This site now presents a broader Hellenic frame rather than an Eris-only order. The approach is still serious, still disciplined, and still interested in pattern, entropy, and technical inquiry, but the theoi are approached as distinct gods with distinct functions, lineages, and boundaries.
Core Principles
The work here is anchored in Hellenic religion first, with technical and philosophical inquiry kept subordinate to that sacred frame.
- Distinct gods remain distinct: deities are not merged into masks, energies, or interchangeable symbols. Their genealogies and offices matter.
- Reverence over drift: devotion should stay clear, disciplined, and grounded in the gods rather than modern blur or collapse.
- Piety before projection: personal experience does not overrule cultic boundaries, inherited structure, or doctrinal coherence.
- Pattern is real: mathematics, language, and systems research can illuminate reality, but they do not replace prayer, offering, or devotion.
Working Practices
Practice here is devotional, intellectual, and technical, but not flattened into one thing.
- Prayer and offering: reverence to the gods as gods, not metaphors.
- Doctrinal study: naming, lineage, and divine function are treated carefully, especially where modern drift tends to blur them.
- Pythagorean inquiry: number, ratio, signal, and structure remain useful ways to think, but not replacements for cult.

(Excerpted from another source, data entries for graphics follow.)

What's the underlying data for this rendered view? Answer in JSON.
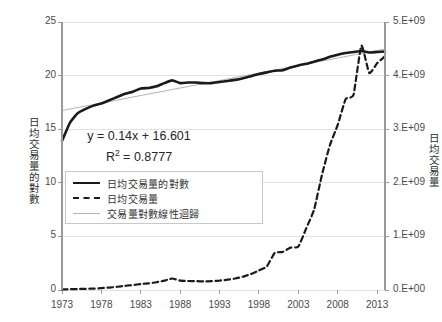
{
  "chart_data": {
    "type": "line",
    "title": "",
    "subtitle": "",
    "xlabel": "",
    "ylabel": "日均交易量的對數",
    "y2label": "日均交易量",
    "xlim": [
      1973,
      2014
    ],
    "ylim": [
      0,
      25
    ],
    "y2lim": [
      0,
      5000000000
    ],
    "grid": true,
    "grid_axis": "y",
    "legend_position": "lower-left",
    "x_ticks": [
      1973,
      1978,
      1983,
      1988,
      1993,
      1998,
      2003,
      2008,
      2013
    ],
    "x_tick_labels": [
      "1973",
      "1978",
      "1983",
      "1988",
      "1993",
      "1998",
      "2003",
      "2008",
      "2013"
    ],
    "y_ticks": [
      0,
      5,
      10,
      15,
      20,
      25
    ],
    "y_tick_labels": [
      "0",
      "5",
      "10",
      "15",
      "20",
      "25"
    ],
    "y2_ticks": [
      0,
      1000000000,
      2000000000,
      3000000000,
      4000000000,
      5000000000
    ],
    "y2_tick_labels": [
      "0.E+00",
      "1.E+09",
      "2.E+09",
      "3.E+09",
      "4.E+09",
      "5.E+09"
    ],
    "annotations": [
      {
        "text": "y = 0.14x + 16.601",
        "x": 1978,
        "y": 12.5
      },
      {
        "text": "R² = 0.8777",
        "x": 1978,
        "y": 11.2
      }
    ],
    "x": [
      1973,
      1974,
      1975,
      1976,
      1977,
      1978,
      1979,
      1980,
      1981,
      1982,
      1983,
      1984,
      1985,
      1986,
      1987,
      1988,
      1989,
      1990,
      1991,
      1992,
      1993,
      1994,
      1995,
      1996,
      1997,
      1998,
      1999,
      2000,
      2001,
      2002,
      2003,
      2004,
      2005,
      2006,
      2007,
      2008,
      2009,
      2010,
      2011,
      2012,
      2013,
      2014
    ],
    "series": [
      {
        "name": "日均交易量的對數",
        "axis": "left",
        "style": "solid",
        "color": "#1a1a1a",
        "width": 2.6,
        "values": [
          13.9,
          15.6,
          16.5,
          16.9,
          17.2,
          17.4,
          17.7,
          18.0,
          18.3,
          18.5,
          18.8,
          18.85,
          19.0,
          19.3,
          19.55,
          19.3,
          19.35,
          19.35,
          19.3,
          19.3,
          19.4,
          19.5,
          19.6,
          19.75,
          19.95,
          20.15,
          20.3,
          20.45,
          20.5,
          20.75,
          20.95,
          21.1,
          21.3,
          21.5,
          21.75,
          21.95,
          22.1,
          22.2,
          22.3,
          22.15,
          22.2,
          22.25
        ]
      },
      {
        "name": "日均交易量",
        "axis": "right",
        "style": "dashed",
        "color": "#1a1a1a",
        "width": 2.2,
        "values": [
          12000000,
          14000000,
          18000000,
          22000000,
          26000000,
          35000000,
          45000000,
          60000000,
          78000000,
          92000000,
          112000000,
          125000000,
          145000000,
          175000000,
          215000000,
          175000000,
          168000000,
          165000000,
          160000000,
          165000000,
          175000000,
          192000000,
          215000000,
          250000000,
          300000000,
          365000000,
          440000000,
          690000000,
          710000000,
          790000000,
          810000000,
          1150000000,
          1500000000,
          2150000000,
          2700000000,
          3080000000,
          3560000000,
          3640000000,
          4560000000,
          4050000000,
          4230000000,
          4360000000
        ]
      },
      {
        "name": "交易量對數線性迴歸",
        "axis": "left",
        "style": "solid",
        "color": "#b4b4b4",
        "width": 1,
        "equation": "y = 0.14x + 16.601",
        "r_squared": 0.8777,
        "values": [
          16.741,
          16.881,
          17.021,
          17.161,
          17.301,
          17.441,
          17.581,
          17.721,
          17.861,
          18.001,
          18.141,
          18.281,
          18.421,
          18.561,
          18.701,
          18.841,
          18.981,
          19.121,
          19.261,
          19.401,
          19.541,
          19.681,
          19.821,
          19.961,
          20.101,
          20.241,
          20.381,
          20.521,
          20.661,
          20.801,
          20.941,
          21.081,
          21.221,
          21.361,
          21.501,
          21.641,
          21.781,
          21.921,
          22.061,
          22.201,
          22.341,
          22.481
        ]
      }
    ]
  },
  "legend": {
    "entries": [
      {
        "label": "日均交易量的對數",
        "style": "solid"
      },
      {
        "label": "日均交易量",
        "style": "dashed"
      },
      {
        "label": "交易量對數線性迴歸",
        "style": "thin"
      }
    ]
  },
  "equation": {
    "line1": "y = 0.14x + 16.601",
    "r2_prefix": "R",
    "r2_sup": "2",
    "r2_value": " = 0.8777"
  },
  "colors": {
    "series_primary": "#1a1a1a",
    "series_regression": "#b4b4b4",
    "grid": "#e2e2e2",
    "axis": "#9a9a9a",
    "text": "#3a3a3a",
    "background": "#ffffff"
  }
}
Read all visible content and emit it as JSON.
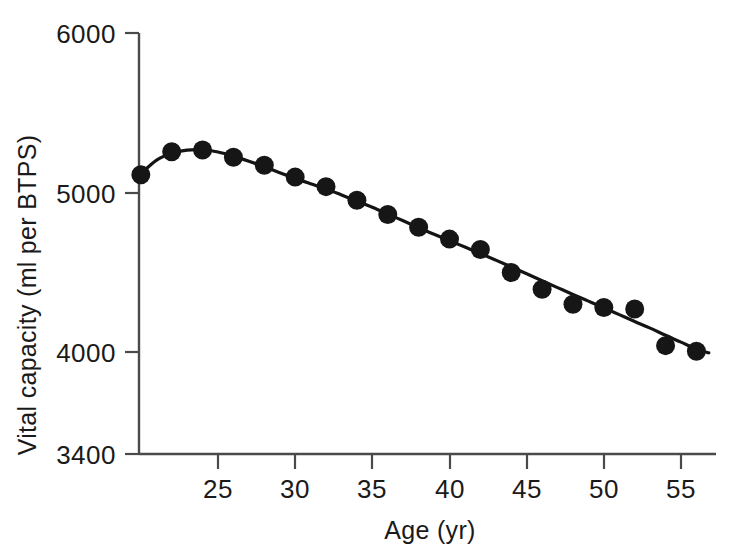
{
  "chart_data": {
    "type": "scatter",
    "title": "",
    "subtitle": "",
    "xlabel": "Age (yr)",
    "ylabel": "Vital capacity (ml per BTPS)",
    "xlim": [
      20,
      57.5
    ],
    "ylim": [
      3400,
      6000
    ],
    "xticks": [
      25,
      30,
      35,
      40,
      45,
      50,
      55
    ],
    "xtick_labels": [
      "25",
      "30",
      "35",
      "40",
      "45",
      "50",
      "55"
    ],
    "yticks": [
      3400,
      4000,
      5000,
      6000
    ],
    "ytick_labels": [
      "3400",
      "4000",
      "5000",
      "6000"
    ],
    "grid": false,
    "legend": null,
    "annotations": [],
    "marker": "filled-circle",
    "marker_color": "#161616",
    "line_color": "#141414",
    "series": [
      {
        "name": "Vital capacity",
        "x": [
          20,
          22,
          24,
          26,
          28,
          30,
          32,
          34,
          36,
          38,
          40,
          42,
          44,
          46,
          48,
          50,
          52,
          54,
          56
        ],
        "values": [
          5115,
          5260,
          5270,
          5225,
          5175,
          5100,
          5040,
          4955,
          4865,
          4785,
          4710,
          4645,
          4500,
          4395,
          4300,
          4280,
          4270,
          4040,
          4005
        ]
      },
      {
        "name": "Fitted curve",
        "type": "line",
        "x": [
          20,
          21,
          22,
          23,
          24,
          25,
          26,
          27,
          28,
          29,
          30,
          31,
          32,
          33,
          34,
          35,
          36,
          37,
          38,
          39,
          40,
          41,
          42,
          43,
          44,
          45,
          46,
          47,
          48,
          49,
          50,
          51,
          52,
          53,
          54,
          55,
          56,
          56.8
        ],
        "values": [
          5120,
          5205,
          5250,
          5270,
          5272,
          5258,
          5232,
          5200,
          5165,
          5128,
          5092,
          5058,
          5025,
          4988,
          4950,
          4910,
          4868,
          4825,
          4782,
          4740,
          4700,
          4660,
          4620,
          4578,
          4535,
          4492,
          4448,
          4405,
          4362,
          4320,
          4278,
          4235,
          4192,
          4150,
          4105,
          4062,
          4018,
          3995
        ]
      }
    ]
  },
  "axes": {
    "y_axis_name": "vital-capacity-axis",
    "x_axis_name": "age-axis"
  }
}
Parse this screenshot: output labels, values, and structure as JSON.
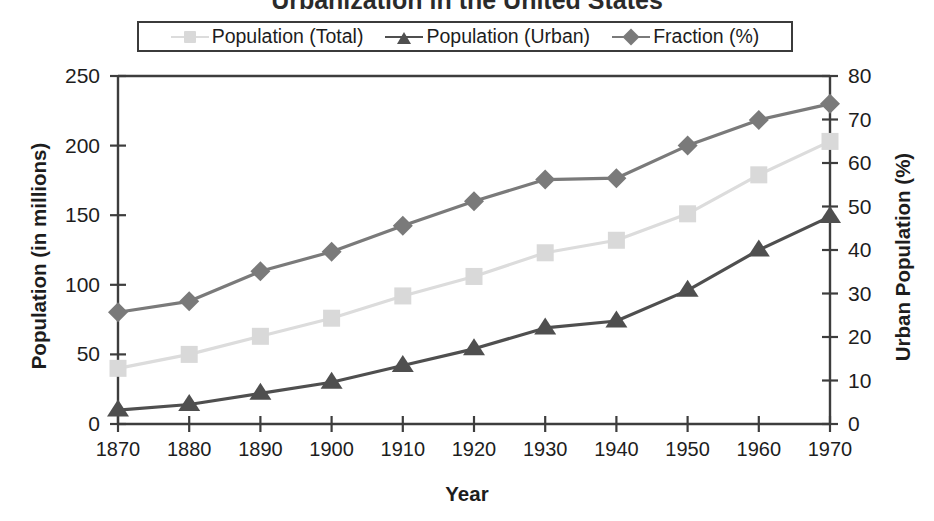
{
  "chart_data": {
    "type": "line",
    "title": "Urbanization in the United States",
    "xlabel": "Year",
    "ylabel": "Population (in millions)",
    "y2label": "Urban Population (%)",
    "x": [
      1870,
      1880,
      1890,
      1900,
      1910,
      1920,
      1930,
      1940,
      1950,
      1960,
      1970
    ],
    "categories": [
      "1870",
      "1880",
      "1890",
      "1900",
      "1910",
      "1920",
      "1930",
      "1940",
      "1950",
      "1960",
      "1970"
    ],
    "xlim": [
      1870,
      1970
    ],
    "ylim": [
      0,
      250
    ],
    "y2lim": [
      0,
      80
    ],
    "yticks": [
      "0",
      "50",
      "100",
      "150",
      "200",
      "250"
    ],
    "ytick_values": [
      0,
      50,
      100,
      150,
      200,
      250
    ],
    "y2ticks": [
      "0",
      "10",
      "20",
      "30",
      "40",
      "50",
      "60",
      "70",
      "80"
    ],
    "y2tick_values": [
      0,
      10,
      20,
      30,
      40,
      50,
      60,
      70,
      80
    ],
    "grid": false,
    "legend_position": "top",
    "series": [
      {
        "name": "Population (Total)",
        "axis": "left",
        "marker": "square",
        "color": "#d9d9d9",
        "line_color": "#dcdcdc",
        "values": [
          40,
          50,
          63,
          76,
          92,
          106,
          123,
          132,
          151,
          179,
          203
        ]
      },
      {
        "name": "Population (Urban)",
        "axis": "left",
        "marker": "triangle",
        "color": "#4f4f4f",
        "line_color": "#4f4f4f",
        "values": [
          10,
          14,
          22,
          30,
          42,
          54,
          69,
          74,
          96,
          125,
          149
        ]
      },
      {
        "name": "Fraction (%)",
        "axis": "right",
        "marker": "diamond",
        "color": "#7a7a7a",
        "line_color": "#7a7a7a",
        "values": [
          25.7,
          28.2,
          35.1,
          39.6,
          45.6,
          51.2,
          56.2,
          56.5,
          64.0,
          69.9,
          73.6
        ]
      }
    ]
  },
  "legend": {
    "items": [
      {
        "label": "Population (Total)"
      },
      {
        "label": "Population (Urban)"
      },
      {
        "label": "Fraction (%)"
      }
    ]
  }
}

- Artifact stewardship: older Eris-focused research and tools remain archived here as specific works, not as the sole organizing center of the site.
Resources
The archive includes doctrine, mathematics, language material, and preserved Eris-focused research from the earlier phase of the project.
Frequently Asked Questions
Q: Is this still centered only on Eris?
A: No. Eris remains honored, and earlier Eris-focused materials are preserved, but the site now presents a broader Hellenic frame.
Q: Is this syncretic?
A: No. This site does not collapse distinct deities into one another and does not import modern composite identities where they violate the canon being used here.
Q: What does that mean in practice?
A: It means keeping divine identities, genealogies, and functions clear. For example, the Moirai remain distinct from Hekate, and Eros is treated here as the son of Aphrodite and Ares.
Q: Is this math-heavy?
A: Some of the archive is mathematical or technical, but those materials are tools for inquiry, not barriers to participation.
Q: How does this relate to Occybyte?
A: Hellenic practice is the sacred foundation. Occybyte is the secular hand. Occybyte handles research, systems work, and implementation; the religious frame sets the doctrinal limits.
Q: What is Eris' place now?
A: Eris is still treated as Eris: a distinct goddess, not a stand-in for abstract chaos itself and not an excuse to dissolve the rest of the pantheon into one interpretive field.